NOISE & IMPACT ON CHILDREN

Noise project blog

Our new blog series follows current research funded by the Nuffield Foundation. In the first post, PhD researcher Conor Bathgate explores the impact of noise in early years environments and considers how practitioners can mitigate its effects.

Research paper

Outdoor learning in urban schools: Effects on 4–5 year old children's noise and physiological stress - Journal of Environmental Psychology

Gemma Goldenberg, Molly Atkinson, Jan Dubiel, Sam Wass

TOPICS: Outdoor learning, Stress, Noise

This paper explores how early environments shape development, focusing not just on how stimulating they are, but how predictable they are. It argues that children learn by detecting patterns in their surroundings, and that consistent, structured environments support this process.

In contrast, environments characterised by high variability and unpredictability can make it more difficult for children to form stable expectations about the world. This has implications for attention, learning, and behavioural regulation.

The review brings together evidence showing that early experiences of environmental instability are linked to differences in cognitive and psychological development, highlighting predictability as a key, but often overlooked, feature of children’s everyday contexts.

Research Article

Quiet please! - Early Years Educator

In this article, Dr Gemma Goldenberg explores how background noise affects early literacy, showing that poor acoustic conditions can make it harder for young children to process speech, reducing attention and learning efficiency. Improving listening conditions can support stronger language and literacy outcomes.

Research paper

Finding order in chaos: influences of environmental complexity and predictability on development - Trends in Cognitive Science

Katie L. Lancaster ∙ Sam V. Wass

TOPICS: Environmental predictability, Child development, Regulation

This paper explores how early environments shape development, focusing not just on how stimulating they are, but how predictable they are. It argues that children learn by detecting patterns in their surroundings, and that consistent, structured environments support this process.

In contrast, environments characterised by high variability and unpredictability can make it more difficult for children to form stable expectations about the world. This has implications for attention, learning, and behavioural regulation.

The review brings together evidence showing that early experiences of environmental instability are linked to differences in cognitive and psychological development, highlighting predictability as a key, but often overlooked, feature of children’s everyday contexts.

News Article

Times Educational Supplement Article - Ask the expert: is your classroom too noisy?

A noisy home environment affects the attention span of one-year-olds, research shows – so does noise in the classroom impact on learning? Professor Sam Wass thinks so. In this article for TES magazine, he explains why.

Research paper

Influences of environmental stressors on autonomic function in 12-month-old infants - The Journal of Child Psychology and Psychiatry

Sam V. Wass,Celia G. Smith,Katie R. Daubney,Zeynep M. Suata,Kaili Clackson,Abdul Begum,Farhan U. Mirza

TOPICS: Infants, Stress, Mental health, Cognitive function

This study examines how early exposure to environmental noise relates to infants’ physiological regulation and attention.

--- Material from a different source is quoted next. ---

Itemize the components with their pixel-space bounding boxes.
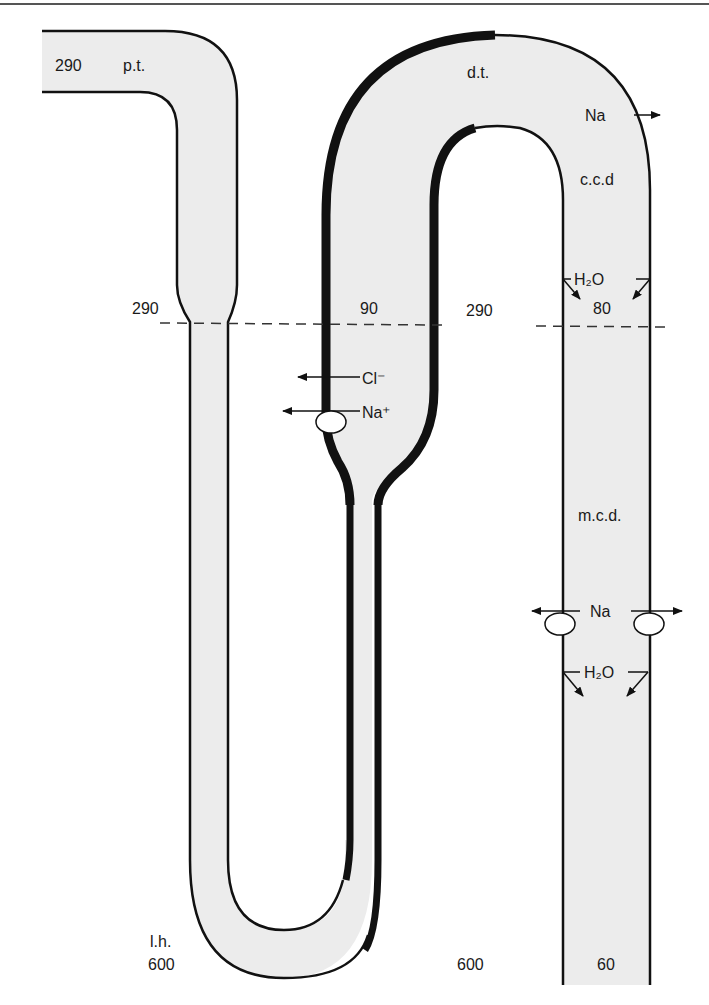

Using wearable audio and physiological monitors, researchers tracked noise exposure and autonomic activity in 12-month-old infants within the home, alongside laboratory measures of attention and emotional reactivity.

Higher and more variable noise exposure was associated with less stable autonomic regulation in everyday environments. In laboratory tasks, these infants showed more fluctuating physiological responses to both attentional and emotional stimuli, alongside reduced sustained attention.

These findings suggest that early noise exposure may influence the development of regulatory systems, offering a potential mechanism linking environmental stress with later cognitive and mental health outcomes.

Voice of Early Childhood Podcast

In this episode from The Voice of Early Childhood, Angelica Celinska speaks with Dr Gemma Goldenberg about how indoor and outdoor environments shape children’s stress, attention, and self-regulation. Drawing on early findings, the discussion focuses on differences in noise levels across settings and their links to children’s physiological stress.